Pretty much. Sites don't advertise feeds much. If they exist at all it's a tine link buried in the small text at the bottom.
If sites don't provide an attractive feed and it's not easier or as easy to use as other aggregates like Facebook, of course the browsers are going to drop the code.
I suspect most people don't want to read more than a paragraph and expect a video instead.
I've Newsbeuter with feeds from all regularly visited sites set up, but they've gotten so few and far between it's just easier to go direct, and most articles link to the real site anyway these days.
I use feedly.com now and am pretty happy with it.
It seems to me that The Reg used to supply RSS links to individual authors. I used to use it to keep up with new postings by Alistair Dabbs, but I haven't been able to find an alternative for a long time. Perhaps someone can tell me if there is a way to do this that I am just missing.

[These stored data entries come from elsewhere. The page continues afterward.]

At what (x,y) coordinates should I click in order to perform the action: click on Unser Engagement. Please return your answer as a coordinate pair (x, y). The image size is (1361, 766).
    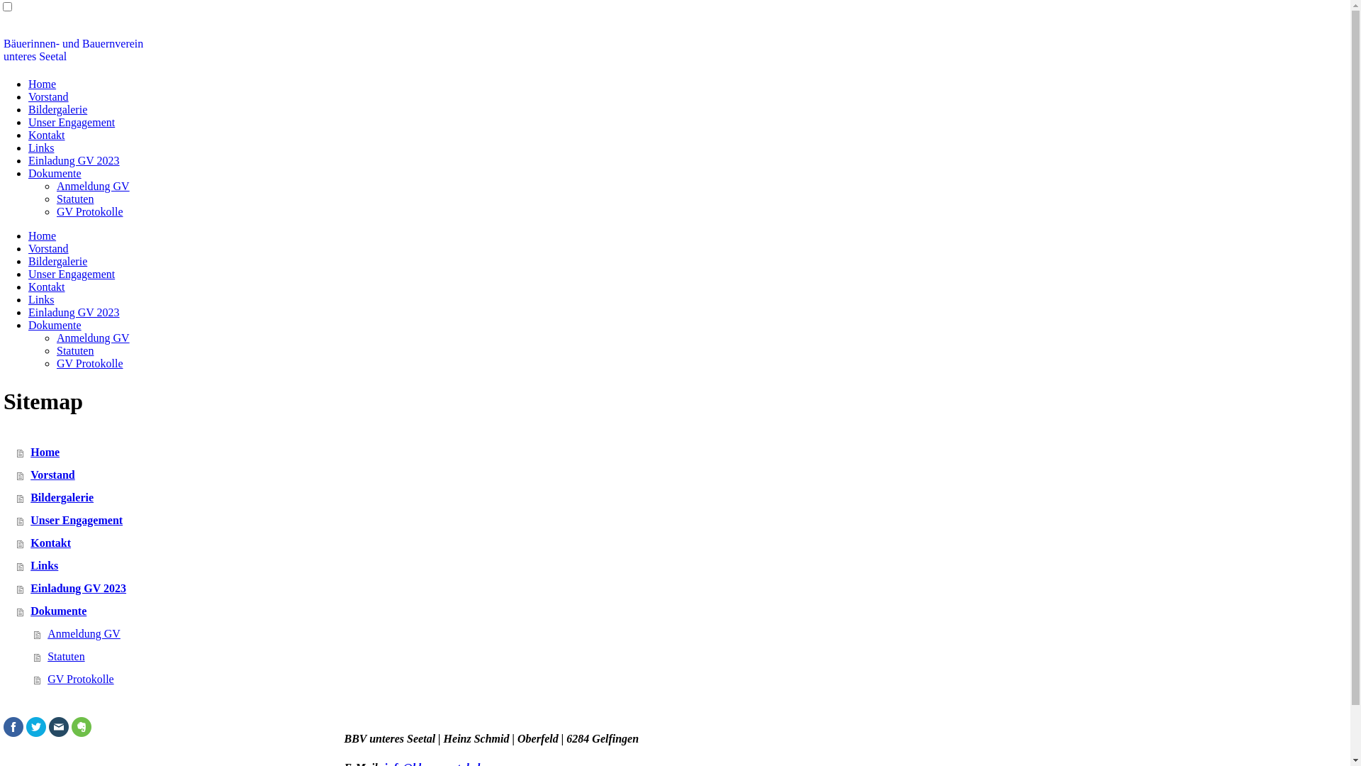
    Looking at the image, I should click on (683, 520).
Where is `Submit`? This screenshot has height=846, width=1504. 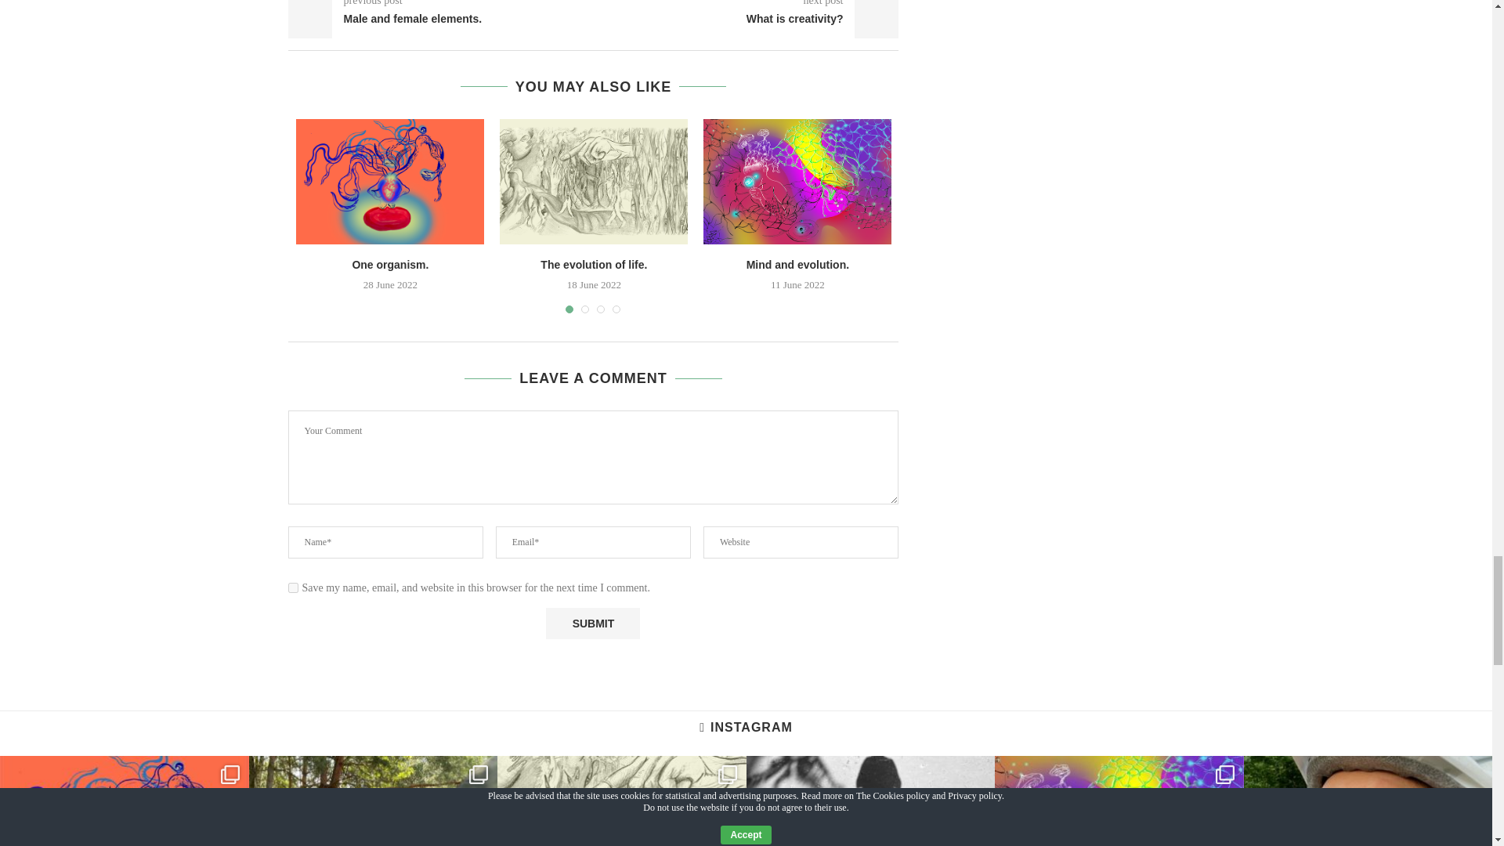
Submit is located at coordinates (592, 624).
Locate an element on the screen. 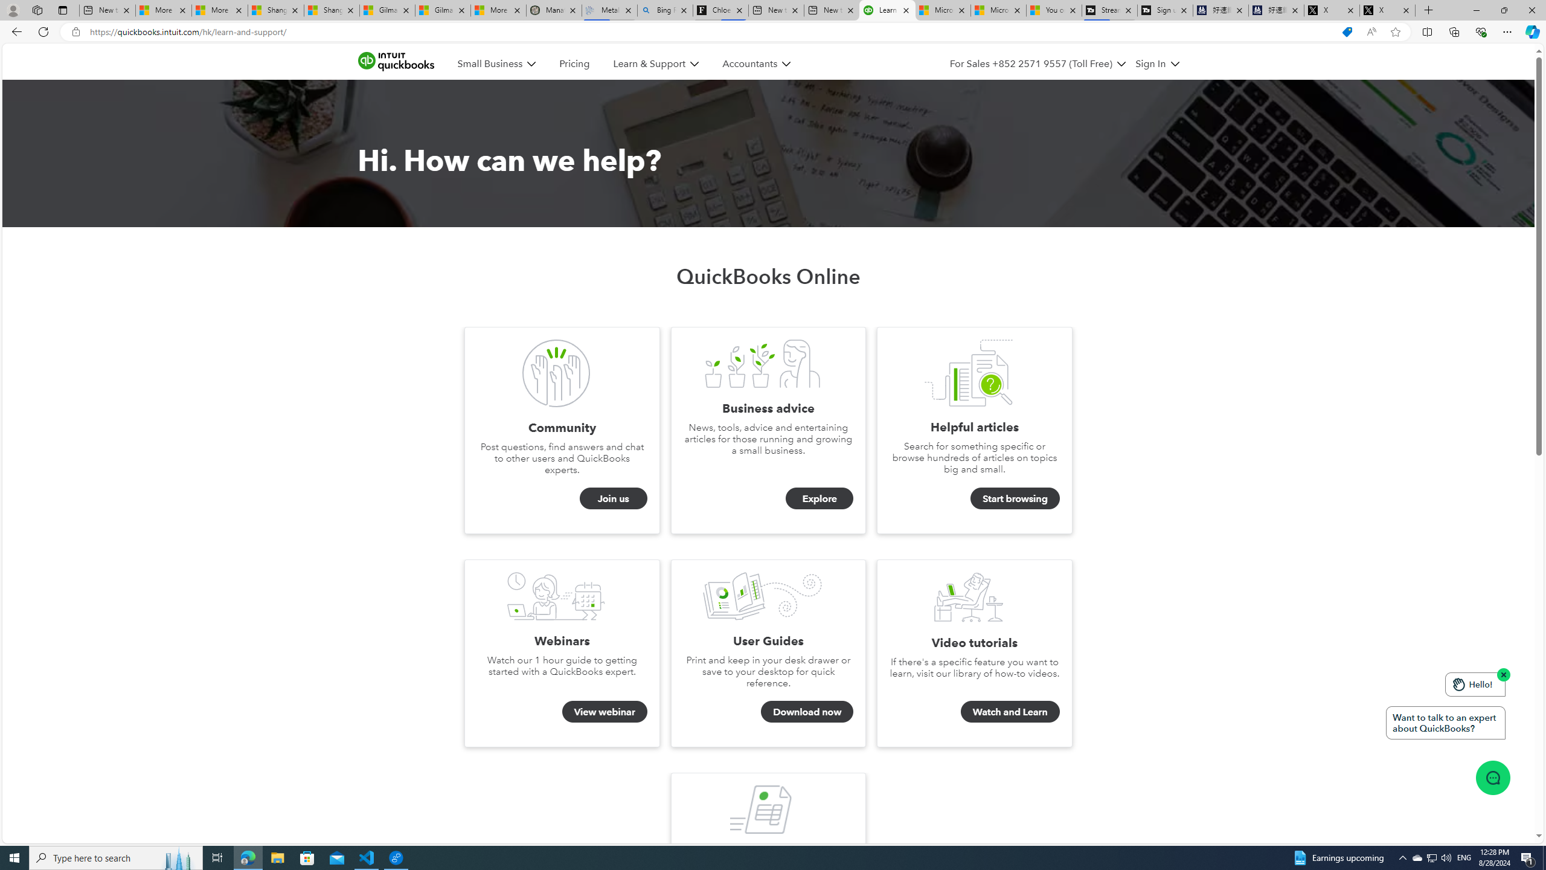 The image size is (1546, 870). Accountants is located at coordinates (750, 64).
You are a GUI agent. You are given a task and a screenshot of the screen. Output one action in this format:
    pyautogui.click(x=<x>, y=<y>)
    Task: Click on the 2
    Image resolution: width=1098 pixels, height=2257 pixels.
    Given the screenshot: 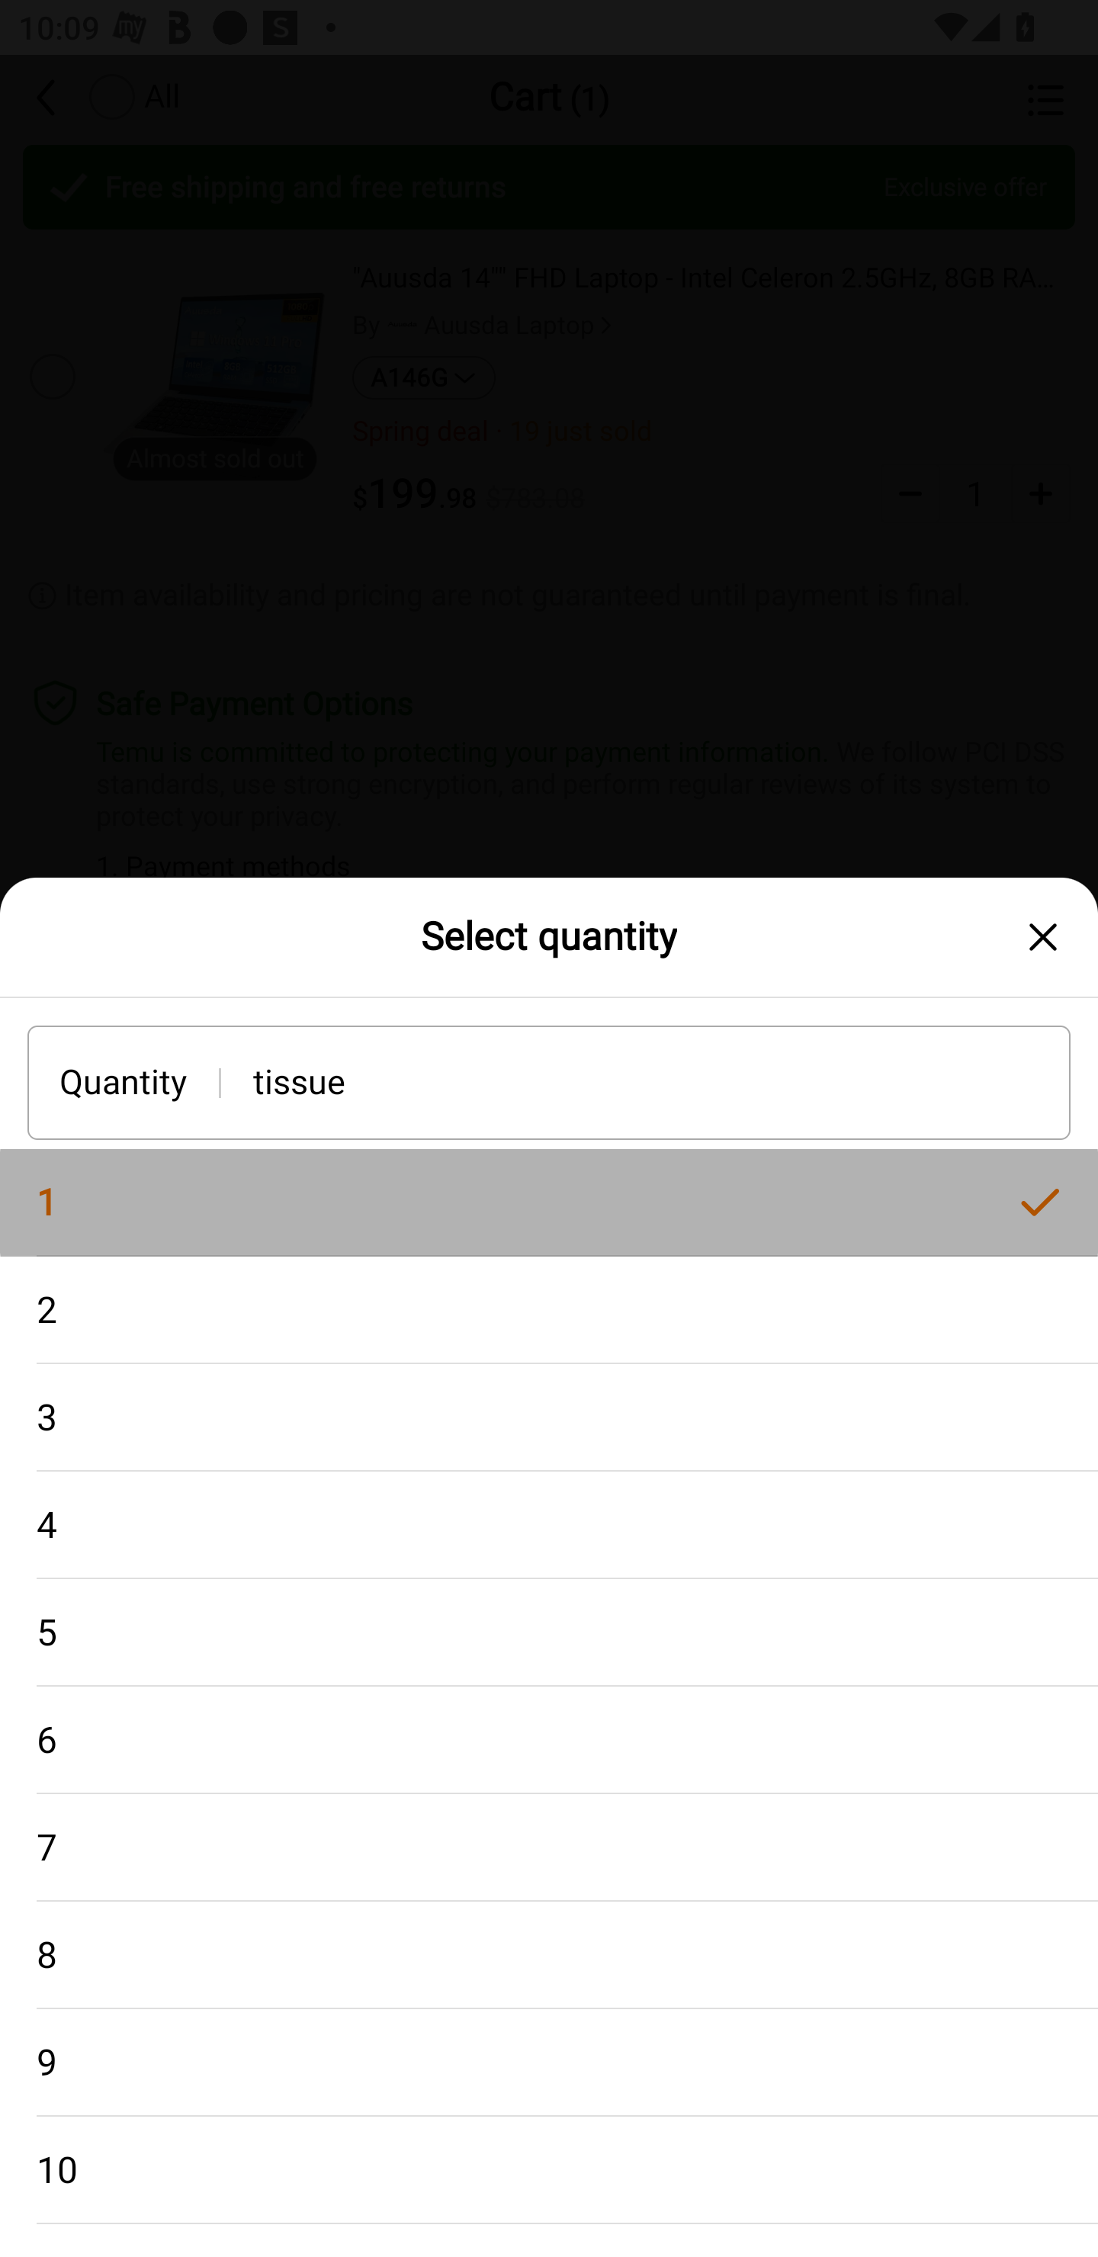 What is the action you would take?
    pyautogui.click(x=549, y=1310)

I like RSS a lot and have been annoyed at its gradual demise.
RSS is still the best way to consume day-by-day data on the 'net. For a site like El Reg, we get the executive summary, then click on selected stories we want to read. I don't think I'd hang around here if there were no feed. Ditto other news sites. And all the blogs I follow are through RSS or Atom feeds, either directly or aggregated as Planets (which I follow using a Planet's feed).
The web browser does nicely for sites one visits proactively but not daily, and for interactive contents. Mailinglists serve for full two-way communication, with a much higher bar to subscription than a feed. Usenet does (or did) interactive comms best of all. RSS serves a niche that is none of those.
Fortunately these media still integrate: the RSS button in a webpage, and the feed reader launching a full Reg story in a browser. No need for Firefox's builtin stuff, which was always less-than optimal.
My phpBB board has an Atom feed, that I read on Fossamail. I can monitor posts without having to keep refreshing the browser. A favorite site of mine, American Bird Conservancy, switched from RSS to Twitter. I don't see their updates anymore. I miss the days when everything online didn't have to be monetized.
RSS is a really simple format that is easy to code, several orders of magnitude simpler than html, javascript, css, etc. I find it really worrying that a spokesperson from Mozilla would describe it as difficult to maintain or bring up to modern coding standards. Either Mozilla have lost all their skilled programmers or he's lying.